Are regulators at the California Department of Conservation's Division of Oil, Gas and Geothermal Resources free to make decisions in the public interest? Despite serious complaints voiced by farmers and environmentalists in Kern County, state regulators over the past year and more have waived environmental review for dozens of controversial new gas and oil drilling operations.
The drilling permit issue has highlighted Gov. Jerry Brown's open hostility to the California Environmental Quality Act. "I have never seen a CEQA exemption I didn't like," the governor said last summer. That came after Brown fired two officials of the Department of Conservation who had been slow to grant waivers. Their replacements have since handed out more than two dozen drilling permits with scarcely any environmental review, the Los Angeles Times reported in an article reprinted in The Bee on Monday.
According to the Times, oil and gas firms gave more than $1.1 million to the governor's tax initiative campaign following personnel changes at the agency.
Farmers and oil companies have worked happily side by side in Kern County for decades. But in recent months farmers have raised legitimate concerns about a controversial drilling technique, hydraulic fracturing, or fracking. The process requires pumping huge quantities of water, sand and chemicals under very high pressure down well bores. The drilling operation creates or expands fissures in underground geologic formations, allowing release of oil and gas, which has led to a new energy boom across the nation.
Thousands of people have been put back to work as a result. But critics complain fracking may be depleting and contaminating underground water supplies and that it may even trigger earthquakes.

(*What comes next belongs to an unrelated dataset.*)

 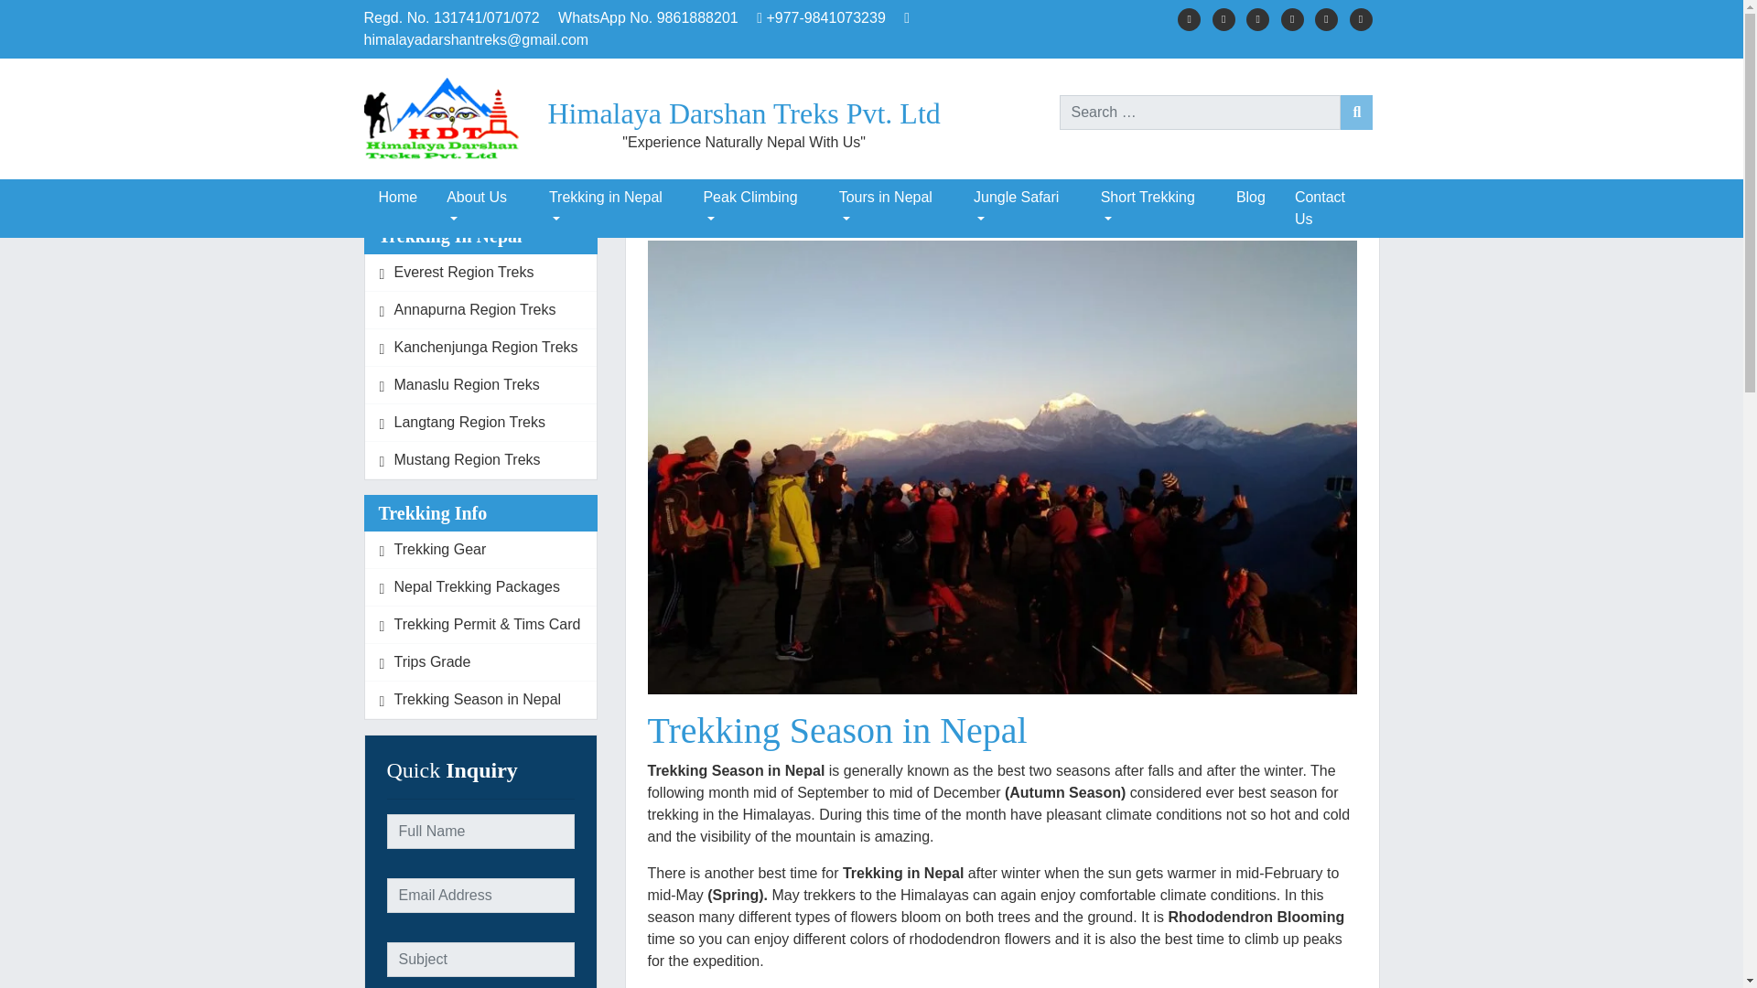 What do you see at coordinates (397, 198) in the screenshot?
I see `Home` at bounding box center [397, 198].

One farmer whose concerns were detailed by the Times has sued. He wants the state to perform a full environmental review before permitting an energy company to drill an exploratory well on his property.
A handful of environmentalist organizations have filed a separate lawsuit. They say state regulators have violated CEQA by granting drilling permits without first evaluating the potential environmental impacts of fracking.
Pushback from critics may be having an impact. The Conservation Department has held a series of workshops on the issue and is expected to have its first-ever set of draft fracking regulations ready for review by next year.
Environmentalists are split on how tightly the department should regulate fracking. Some think the technique is inherently dangerous and should be banned outright. Others want a moratorium on new wells until adequate regulations are in place.
Given that natural gas is a better alternative than coal in generating electricity, there's a reasonable argument to be made that either a ban or moratorium on fracking wouldn't be in the best interest of the state's overall energy interests.
Nonetheless, state regulators can no longer ignore the potential dangers. New regulations must be robust. At minimum, energy companies should be required to give regulators and the public notice about when and where fracking will take place and how close it will be to any active earthquake fault; how much water will be used and where it will come from; what chemicals will be used and where; and how wastewater, used chemicals and other drilling debris will be disposed of.
Regulators must demonstrate they are working to safeguard the public, not to make life easier for energy companies with political clout.